The strength of Sainz’s insistence that he had nothing left to give in the faster of the two cars underlined a simple fact that is dominating Formula One right now – Max Verstappen is driving at a totally different level to anybody else on track.

Max Verstappen won in Canada for the first time on Sunday (AP)

The 24-year-old’s start to the season was indifferent, blighted by mechanical failures in two of the opening three races in Bahrain and Australia, and he was left lagging behind early leader Charles Leclerc in the second Ferrari. But Red Bull have won the last six rounds of the season, five of them Verstappen victories, and his lead now means he is essentially two race wins ahead of his nearest rival.

In Canada he was utterly imperious. In treacherous conditions in the wet on Saturday he qualified on pole, more than six-tenths-of-a-second ahead of the rest of the field, in a display which underlined his ability to drive even better when things get tough.

With the wily Fernando Alonso starting second on the grid and promising to try to take the lead off the start, Verstappen burst away from the two-time title winner as the lights went out and drove into the distance at the start of the race.

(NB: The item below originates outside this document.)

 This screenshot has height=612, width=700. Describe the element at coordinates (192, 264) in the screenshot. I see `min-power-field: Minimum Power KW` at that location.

From there he drove quickly and consistently, challenged only when the safety car brought out by Yuki Tsunoda’s inexplicable punt into the barrier after exiting the pitlane gave Sainz a shot at a victory he was otherwise never in contention for, but not for a moment losing an iota of the unerring composure that defines his driving style.

Red Bull team principal Christian Horner believes that the current world champions has never driven better.

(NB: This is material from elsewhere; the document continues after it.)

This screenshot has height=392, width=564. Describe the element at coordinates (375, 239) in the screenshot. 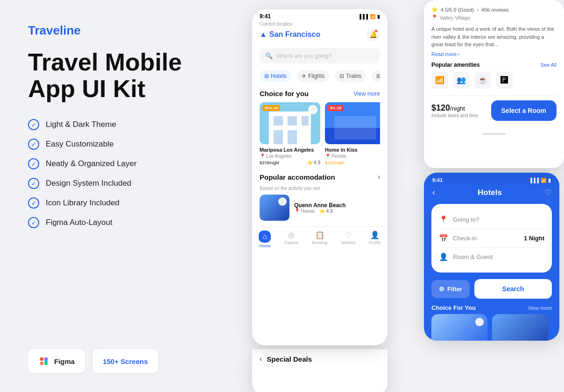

“Max is in the form of his life,” Horner beamed after the race. “It’s so easy to lock a wheel into the last hairpin, but Max was absolutely clinical today. A really impressive drive.”

Of course, Red Bull have nailed the transition to Formula One’s new technical era better than any other team. They have built a car that is faster than any other over long distance at most circuits, have managed to avoid the intense porpoising that has blighted teams including Mercedes, and managed strategy calls expertly throughout the campaign.

But, as it was in 2021, Verstappen’s record when he is able to finish races has been sensational. In the seven races in which his car has made it to the end so far in 2022, Verstappen has won six and finished third once. Had it not been for the mechanical failures that cost him at Sakhir and Albert Park, he would have two more second-place finishes to add to that tally, and would be at least 82 points ahead at the top of the standings before the season is even approaching its halfway point.

For all the talk before the start of the season that F1’s shift in car design could bring the field closer together and shake things up at the top, there is a very realistic chance that Verstappen is going to simply drive off into the sunset with the championship trophy in his cockpit over the course of the summer at F1’s traditional European grands prix.

Red Bull’s reliability issues, which cost Verstappen’s teammate and closest rival Sergio Perez a chance of limiting the damage in Canada, could possibly prevent him from doing so. And the misfortune which has befallen Leclerc in recent months could turn and hamper Verstappen at some stage too.

Verstappen’s rivals will have to hook all their hopes on reliability problems or sheer bad luck, then, because here he demonstrated that there is such little weakness in his driving, such little deviation in his confidence, and such little chance of him making an error, that passing him for the title could be as impossible as Sainz found it to be on track in Canada.